___ Task inputs ___

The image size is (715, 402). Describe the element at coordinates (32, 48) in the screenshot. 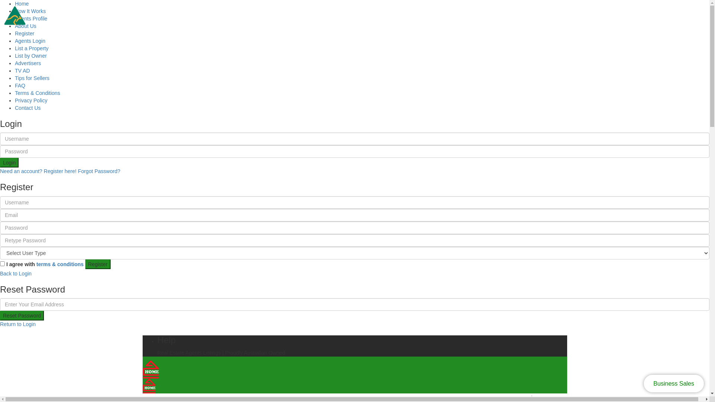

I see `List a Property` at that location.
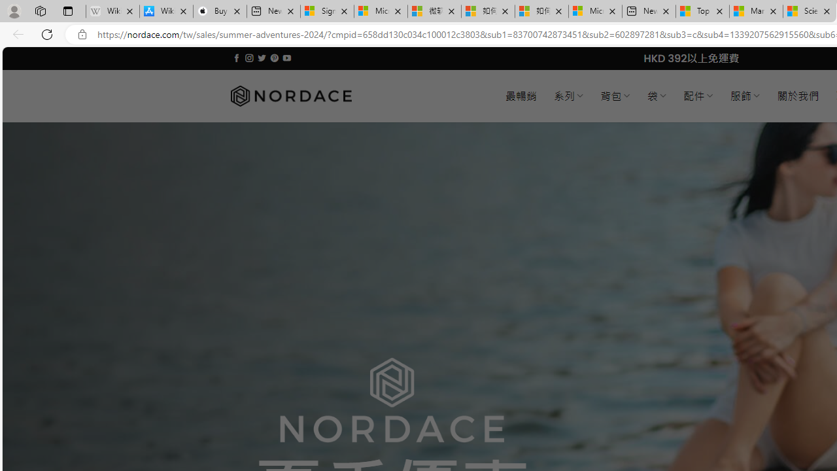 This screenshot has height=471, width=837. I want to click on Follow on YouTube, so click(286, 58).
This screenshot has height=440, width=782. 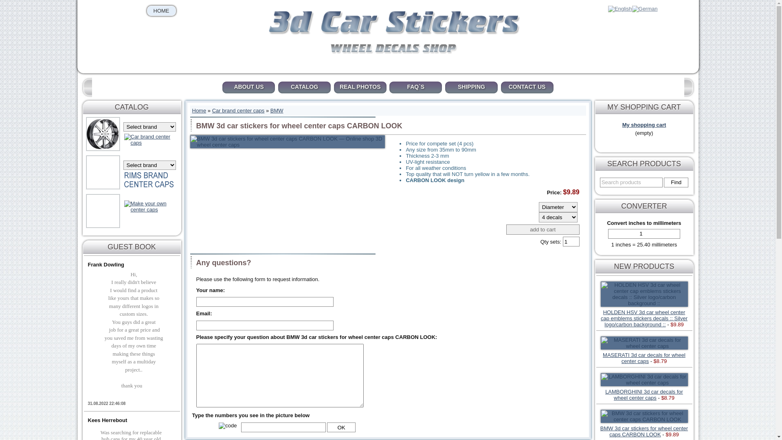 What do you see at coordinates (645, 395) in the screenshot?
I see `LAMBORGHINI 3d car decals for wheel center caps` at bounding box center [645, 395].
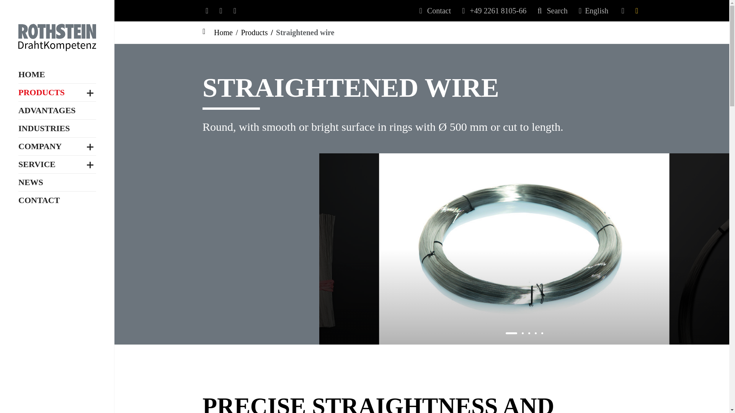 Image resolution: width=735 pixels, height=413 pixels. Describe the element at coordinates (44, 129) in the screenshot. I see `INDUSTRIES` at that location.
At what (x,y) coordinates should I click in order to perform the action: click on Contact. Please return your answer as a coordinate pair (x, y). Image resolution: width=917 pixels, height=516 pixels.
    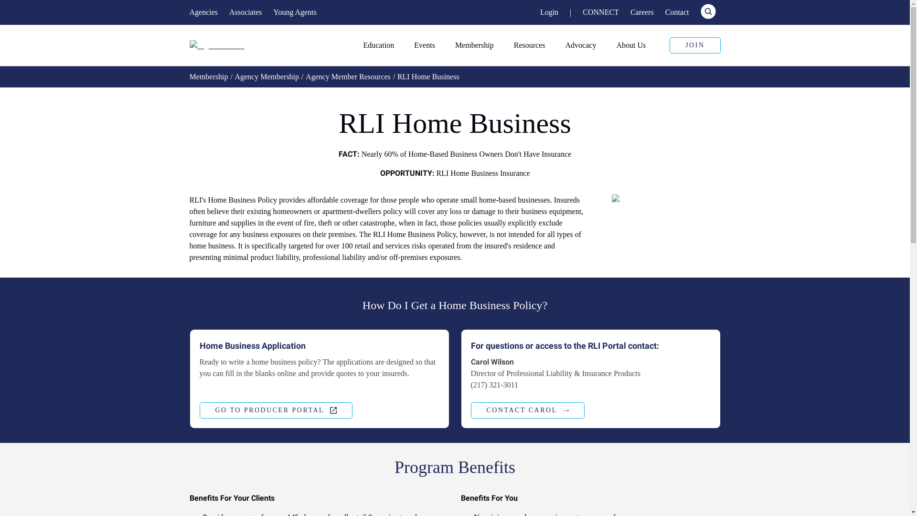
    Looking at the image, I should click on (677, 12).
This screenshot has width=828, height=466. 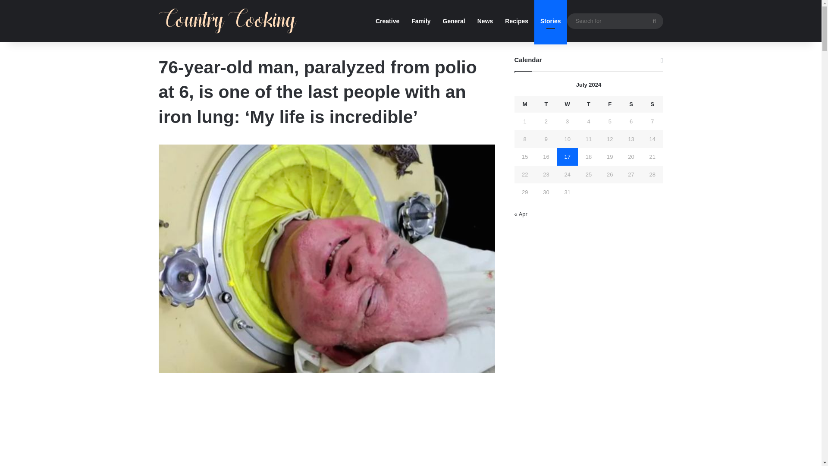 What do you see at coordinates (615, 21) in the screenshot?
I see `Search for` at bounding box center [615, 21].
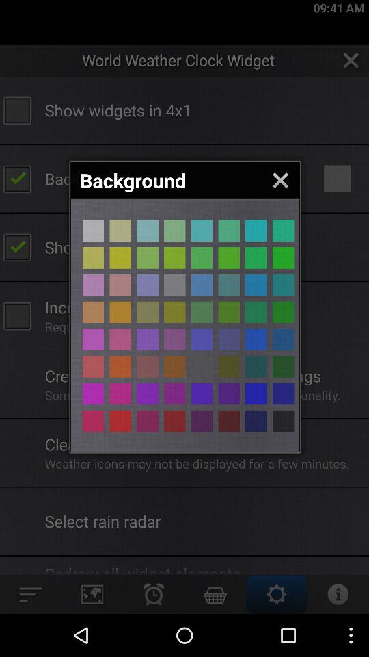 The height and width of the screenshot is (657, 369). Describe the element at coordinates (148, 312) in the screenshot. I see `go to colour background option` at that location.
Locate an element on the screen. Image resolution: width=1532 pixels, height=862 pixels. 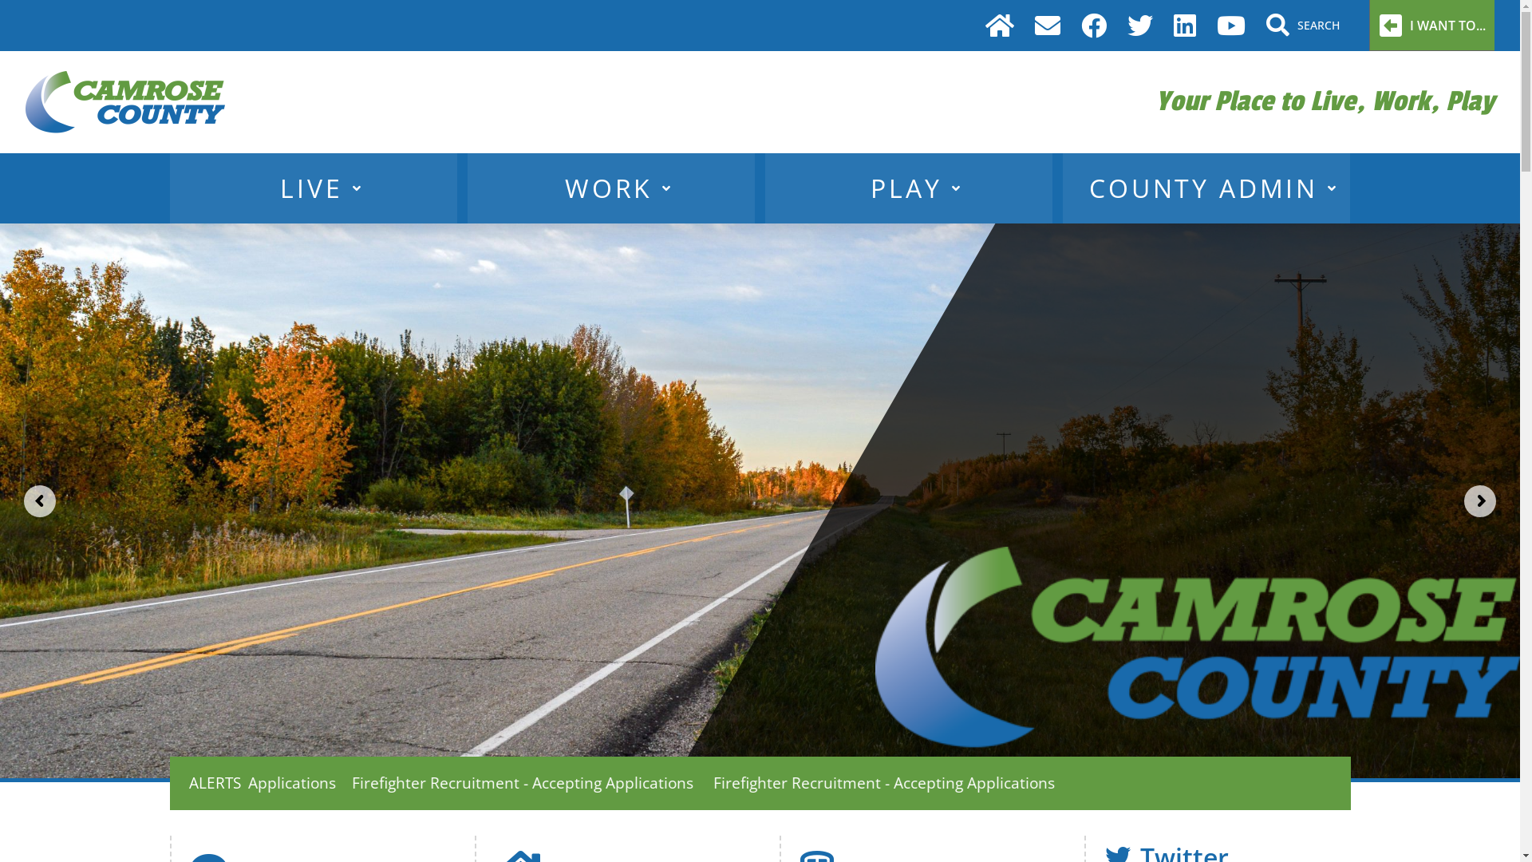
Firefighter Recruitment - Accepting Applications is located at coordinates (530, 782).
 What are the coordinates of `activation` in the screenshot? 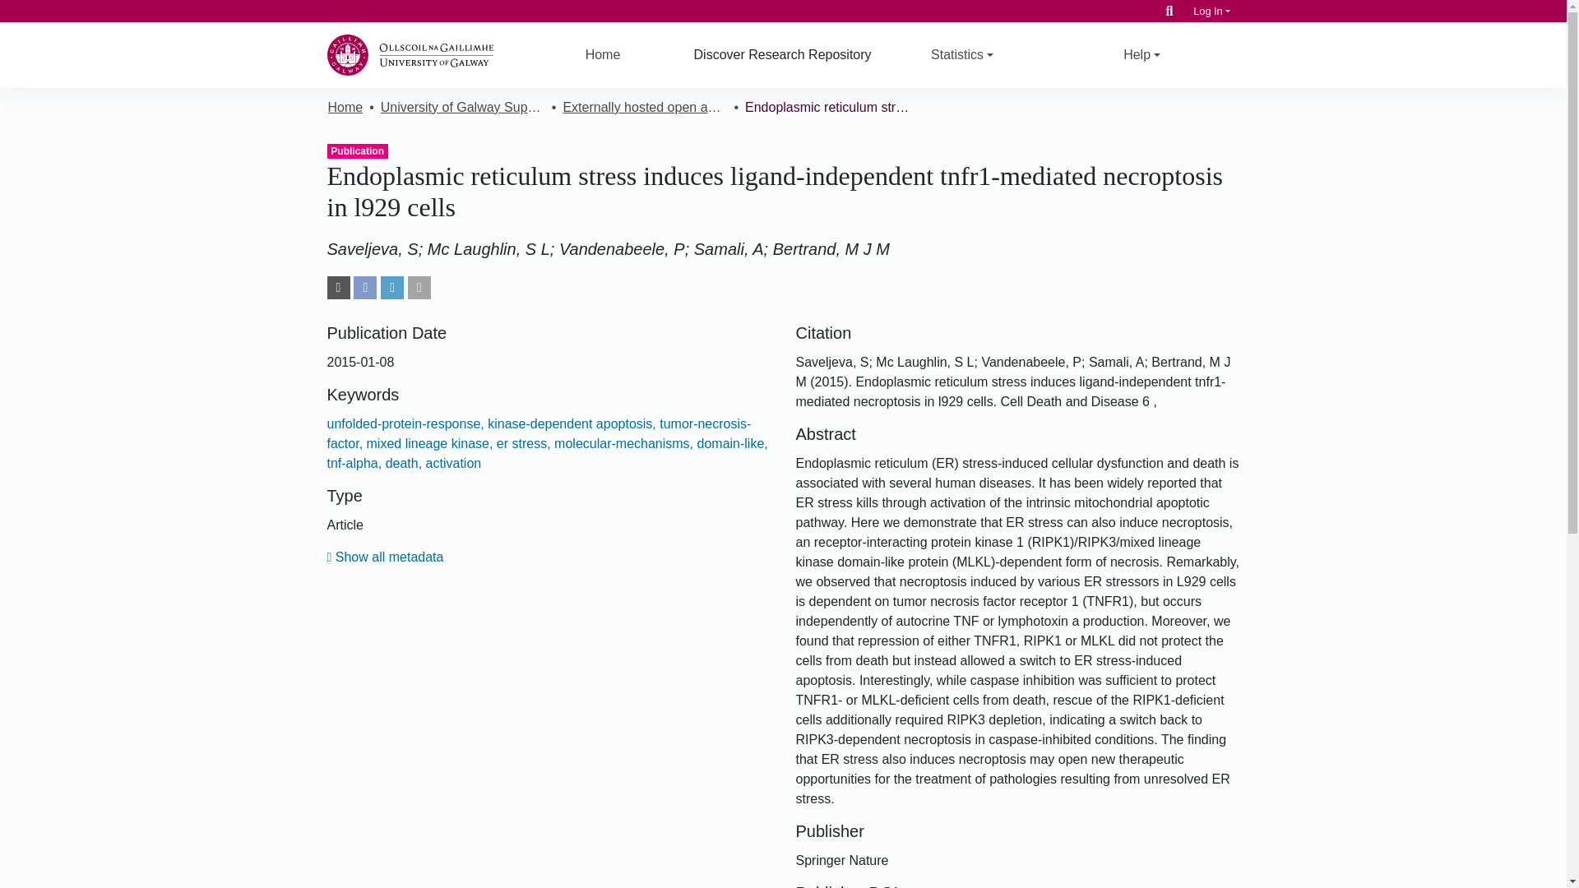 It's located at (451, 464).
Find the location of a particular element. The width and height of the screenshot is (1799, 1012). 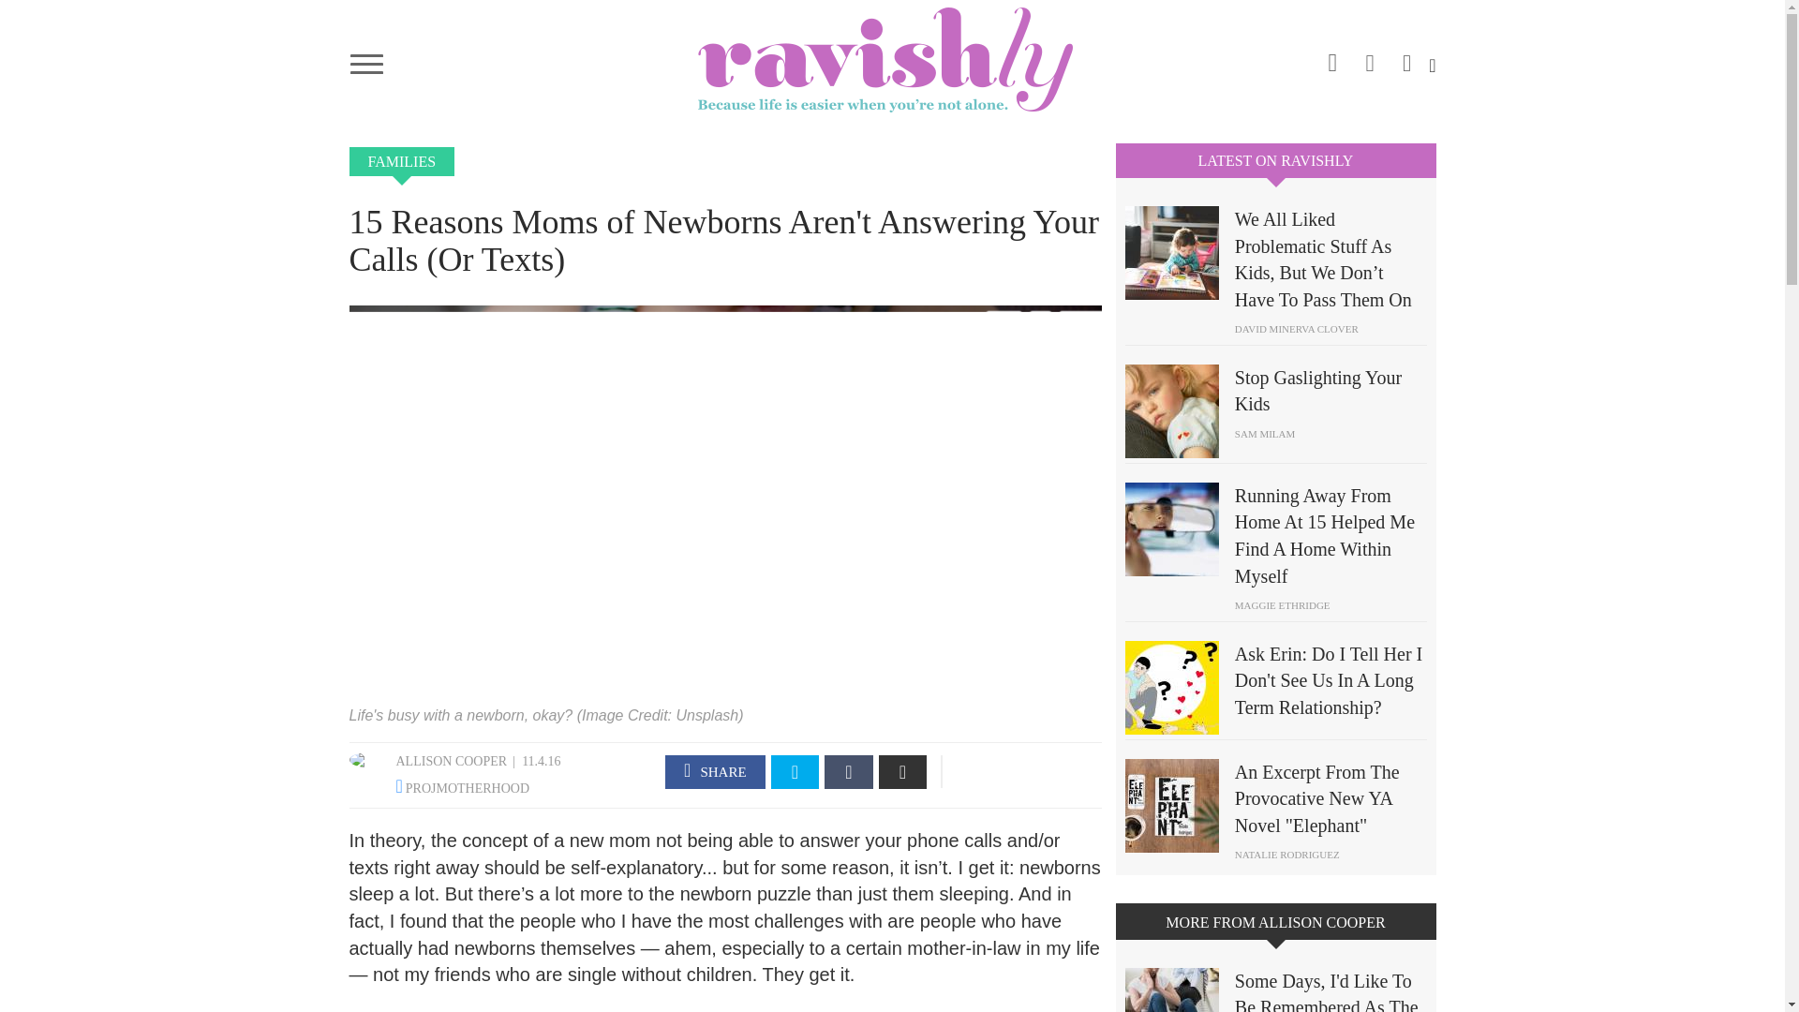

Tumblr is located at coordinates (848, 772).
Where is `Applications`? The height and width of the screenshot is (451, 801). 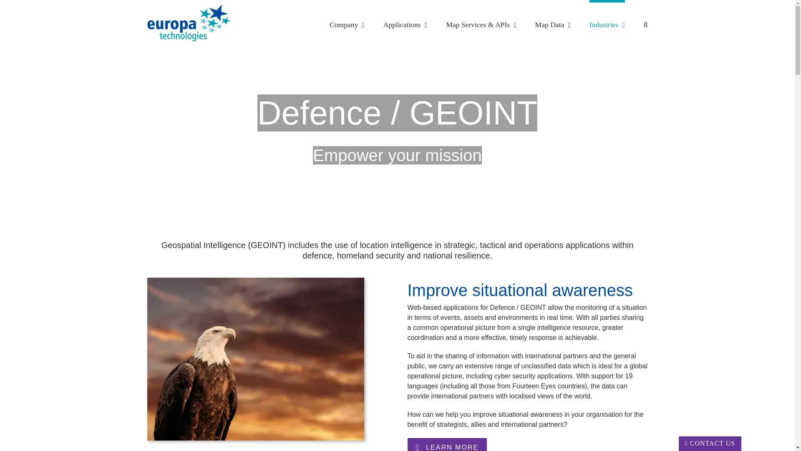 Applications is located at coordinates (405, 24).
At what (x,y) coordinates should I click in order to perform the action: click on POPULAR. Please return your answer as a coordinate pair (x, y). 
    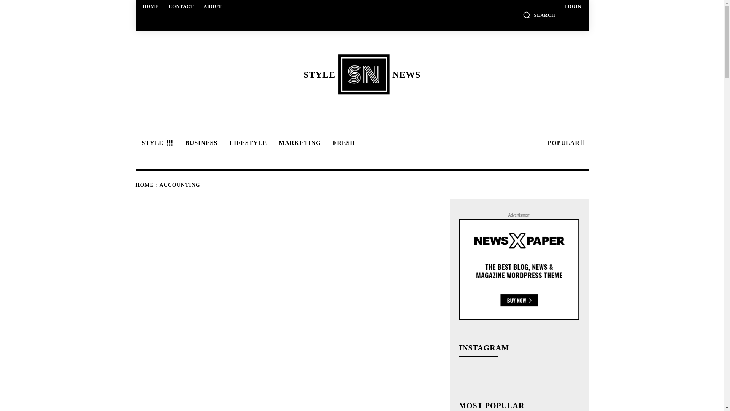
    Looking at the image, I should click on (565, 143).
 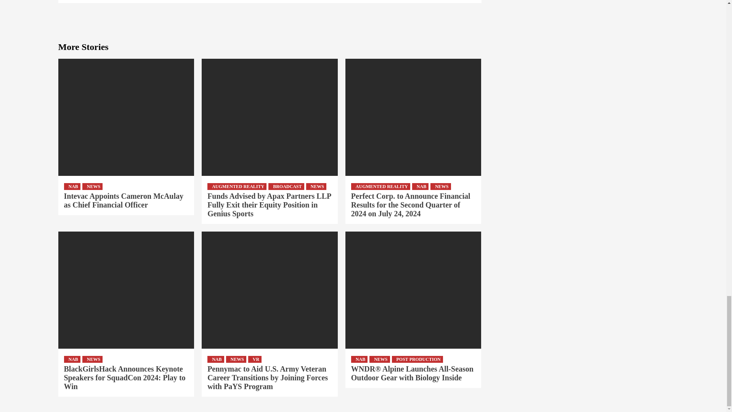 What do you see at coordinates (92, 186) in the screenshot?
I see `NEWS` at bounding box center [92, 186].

___

Exact copy required, pictures excluded: the lines from the one holding "click on POPULAR." through the last line of the data, both ends included.

__Task answer__
At what (x,y) coordinates should I click in order to perform the action: click on POPULAR. Please return your answer as a coordinate pair (x, y). 
    Looking at the image, I should click on (565, 143).
  What do you see at coordinates (92, 186) in the screenshot?
I see `NEWS` at bounding box center [92, 186].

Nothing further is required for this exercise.